About this episode
The Questions Everyone Asks After Betrayal (But Are Sometimes Hard to Put Into Words) begin long before you say them out loud. After betrayal, the questions don’t stop. They wake you up at 2 a.m. They loop in your mind while you’re driving. They rise in your throat… and sometimes you’re too afraid to even ask them.
Why does this hurt so much?
Will I ever trust again?
Should I stay or leave?
Am I broken?
Will I survive the answer?
In this powerful, nervous-system–aware episode, Lora answers the most common questions people search for after infidelity and betrayal — not with platitudes, but with grounded insight, lived experience, and deep compassion. More importantly, she helps you listen for the question beneath the question — the one that’s really asking:
Am I safe? Am I going to be okay? Can I trust myself again?
If you’ve ever Googled your pain late at night, wondered how long healing takes, or feared that asking the wrong question might make everything worse, this episode is for you.
You are not wrong for having questions.
You are not weak for needing reassurance.
And you are not broken. Top 3 Takeaways
The question beneath the question is always about safety.
Whether you’re asking why it hurts, how long healing takes, or whether you should stay or go — underneath it all is a deeper question: Am I safe? Can I trust myself again?
Healing is not linear — but it is possible.
The nervous system needs time, regulation, and support. Feeling better is not the same as feeling regulated — and that distinction matters.
Trust is rebuilt inside you first.
You cannot rely on your partner to restore your safety. Rebuilding self-trust, alignment, and internal steadiness is the foundation for everything else.
Favorite Quote
“The most important work after betrayal isn’t answering the loudest question — it’s listening for the question beneath the question.”
In This Episode, We Explore:
Why betrayal hurts more than you imagined
Why your nervous system feels overloaded
How long healing really takes
Why “stay or go” is often the wrong first question
Why triggers persist (and what they actually mean)

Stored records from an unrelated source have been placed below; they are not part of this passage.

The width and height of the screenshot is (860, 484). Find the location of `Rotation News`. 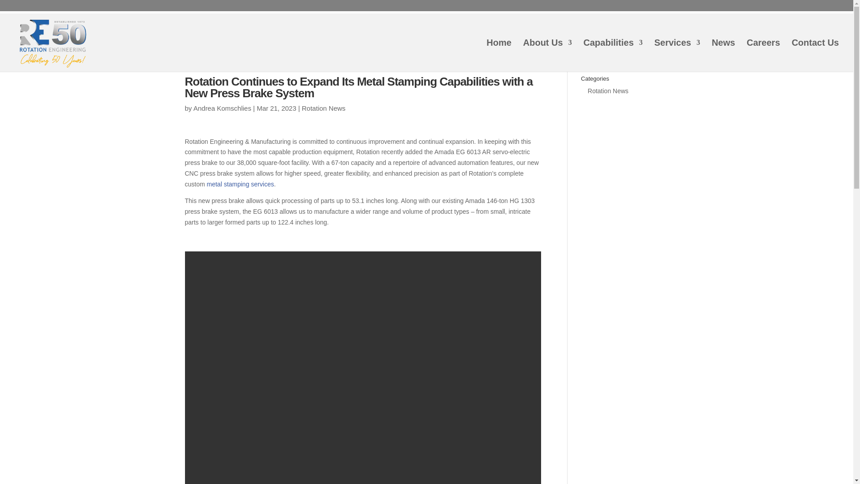

Rotation News is located at coordinates (608, 90).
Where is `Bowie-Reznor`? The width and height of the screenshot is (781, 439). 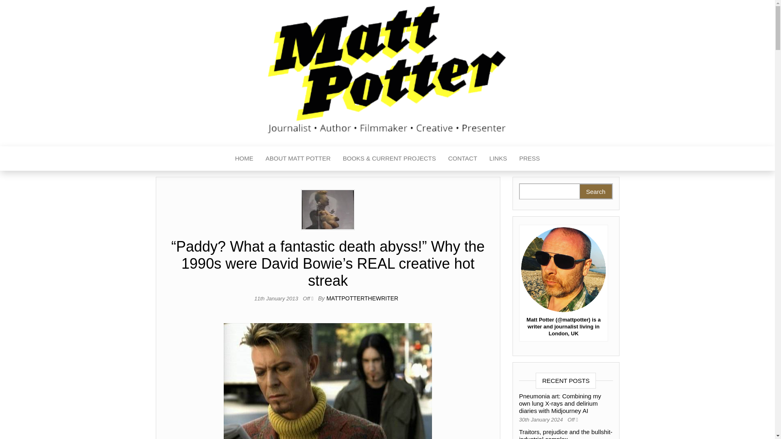
Bowie-Reznor is located at coordinates (327, 381).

Whether relationships can truly recover
Why you might be afraid to ask certain questions
How to listen for the question beneath the question
Couples Q&A Invitation
If you’re in a relationship and have questions about rebuilding trust, repair, reconciliation, or what’s realistic after infidelity, we want to hear from you.
Lora and her husband, Sean, will be recording a special follow-up episode answering your top couples questions — not as experts pretending it’s easy, but as two people who have walked this path.